While one can debate the veracity of the BLS’ seasonally adjusted data, one thing is certain: when a company announces it will layoff thousands, it will. So for all those who suggest that all is well with the US jobs picture based on initial claims reports, here is the latest report from Challenger according to which the pace of downsizing increased in April jumped by 35% to 65,141 during the month of April, from the 48,207 layoff announcements in March.

Looking further back, in the first four months of 2016, employers have announced a total of 250,061 planned job cuts, up 24% from the 201,796 job cuts tracked during the same period a year ago. This represents the highest January-April total since 2009, when the opening four months of the year saw 695,100 job cuts in the aftermath of the biggest financial crisis in modern history.

So what is causing this?

Why are firms laying off so many people all of a sudden?

My readers are very well aware of the pain that the energy industry is experiencing at the moment, but surprisingly it was not the energy industry that announced the most job cuts in April…

Computer firms announced 16,923 job cuts during the month; the highest total among all industries. That total includes 12,000 from chipmaker Intel, which is shifting away from the traditional desktop and laptop market and toward the mobile market. To date, computer firms have announced 33,925 job cuts, up 262 percent from a year ago, when job cuts in the sector totaled just 9,368 through the first four months of the year.

Yes, the U.S. energy industry has lost well over 100,000 good paying jobs since the beginning of last year, but the downturn is so much broader than that.  All over America corporate earnings are down, and when earnings fall it is inevitable that layoffs will follow.

As I have written about previously, earnings for companies listed on the S&P 500 have fallen a total of 18.5 percent from their peak in late 2014, and it was being projected that corporate earnings overall would be down 8.5 percent for the first quarter of 2016 compared to the same period a year ago.

And in the chart that I have posted below, you can see that corporate profits after tax have been falling precipitously since peaking in mid-2015…

corporate profits

As this new economic downturn intensifies, the layoffs will accelerate.

In plain English, that means that a whole lot more people will be losing their jobs.

Unfortunately, a very large percentage of Americans didn’t learn anything from the last crisis and are living on the financial edge.  In fact, the Federal Reserve says that 47 percent of all Americans cannot even pay an unexpected $400 emergency room bill without borrowing the money or selling something.

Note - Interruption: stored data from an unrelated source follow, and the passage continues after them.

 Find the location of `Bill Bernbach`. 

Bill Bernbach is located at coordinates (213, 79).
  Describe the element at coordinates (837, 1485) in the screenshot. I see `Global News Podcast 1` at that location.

So just like back in 2008, we are going to see huge numbers of people unable to pay their bills when they lose their jobs.  Foreclosures are going to skyrocket, and lots and lots of families are going to be put out into the street.

This is why I have been preaching the importance of having an emergency fund for years.  It is absolutely imperative to have an emergency fund that can cover your bills for at least six months in the event that there is a job loss or some other sort of major disaster strikes.

If you have not done this already, you are probably already too late.

The cold, hard reality of the matter is that it would take most families quite a while to save up a six month emergency fund if they are starting from zero.

So if you are in this position and you lose your job, you may have to move in with family or friends when your money runs out.

I don’t mean to be cold, but this is the situation that we are facing.  The next employment crisis is already here, and it is going to get much, much worse.  No matter who becomes “the next president”, job cuts are going to accelerate and good jobs are going to become exceedingly difficult to find.

I am certainly not advocating that anyone give up.  If you still have a good job for the moment, tighten your belt and use this time to feverishly prepare the very best that you can.

Sadly, tens of millions of Americans believed that this bubble of false prosperity would keep on rolling, and so they wasted immense amounts of precious time and resources.  Now the day of reckoning is here, and vast numbers of our fellow citizens are going to discover the horror of being unprepared.